I answer the call because my mom won’t stop disturbing me. I put on headphones so the whole store won’t have to hear her say, “Sol, minha filha! Já estava ficando preocupada!” Which directly translated means, “Sol, my daughter, I was getting worried!”

“Oi, Mãe,” I say with a half smile and move away from the frame for her to see that I’m in a store. “I’m here to buy a bed, so I can’t talk right now,” I say in Portuguese. My mom speaks zero English.

“A bed? Did you find an apartment?” Her voice is so loud I suspect Erik can hear it through my headphones. I lower the volume.

“Yes. I moved in today.”

“And you didn’t think to tell us?” She sounds outraged. If I’d found an apartment in Brasília, or anywhere else in Brazil, she’d be there as fast as public transportation would allow, with as many bags of food and utensils as she could carry. Denying her that, or even the knowledge that I moved, is to my mom like excluding her from my life, and she wants to be involved.

“Sorry, Mom. It all happened so fast, and I didn’t want to jinx it. I was going to tell you tomorrow when I was settled.”

Mom nods slowly. “It’s fine. I understand.”

And from one second to the next, the indignation is gone, replaced by her typical motherly enthusiasm—which goes hand in hand with her instinct to tell the world what her daughter has accomplished.

“Girls, Sol found an apartment!” she shouts to the women behind her—some having their nails done, others with caps on their heads. One of my mom’s loyal customers, Edna, a divorced sixty-five-year-old lady who goes to the salon every other week to straighten her hair or dye her roots, lowers the beauty magazine she is reading and waves at the screen.

“Hey, Sol! Congratulations, dear!”

“Let’s not celebrate yet!” Mom says. “Sol, you need to give us some details.”

I bite my lip. Oh dear. I didn’t want to have this conversation in the middle of a home goods store.

“I’ll call you when I get home, okay? I have to—”

“Ah, Sol, now you’ll tell us all about it!” My cousin that works at the salon, Luana, takes the phone out of my mom’s hand and sits with it on the couch. Other women gather around her, including Luana’s younger sister and my former roommate, Mariana, my mom, and my teenage cousin, Bruna, who is often there doing her homework while waiting for Tio Antônio to pick her up after work.
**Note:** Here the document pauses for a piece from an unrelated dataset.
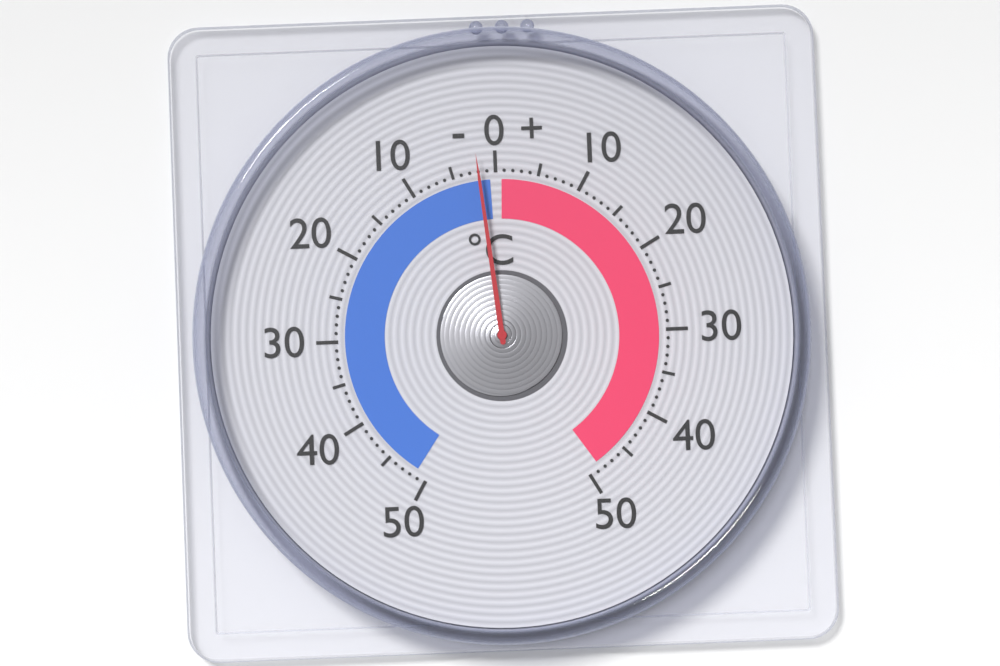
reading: -2 °C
“Do you live alone, Sol?” Bruna asks me. She is sixteen and already dreaming of the day she can leave her parents’ house. Like me, Bruna can’t stand crowded homes, especially when the people living in them have little care for privacy and introversion. I should feel lucky that Erik is so mindful about personal space.

“Do you, Sol?” someone is asking me. Mariana, maybe.

“How much do you pay? Is it near the city center?” a customer I don’t recognize asks.

“Copenhagen must be a dream city!” Another unknown voice.

“Sol, you don’t live alone, do you?” says Edna.

“The person I live with is nice,” I say, taking a quick glimpse at Erik. He is a few steps ahead of me, looking at some boxes on a shelf.

“Is she a student? What is her name?” Mom asks.

I used the word “person” to avoid gender, which is a hard thing in my language. But I can’t escape now. I don’t lie to my family.

“Erik. No, he’s not a student.”

WRONG ANSWER, WRONG ANSWER—their stares scream at me like a wailing siren. My face becomes hot.

“Are you living with a man?” My mom is literally shouting now. While her expression is shocked and disapproving, the other women have more amused reactions. Some laugh, some clap, and others tap each other as if they have already made a bet about me. I roll my eyes.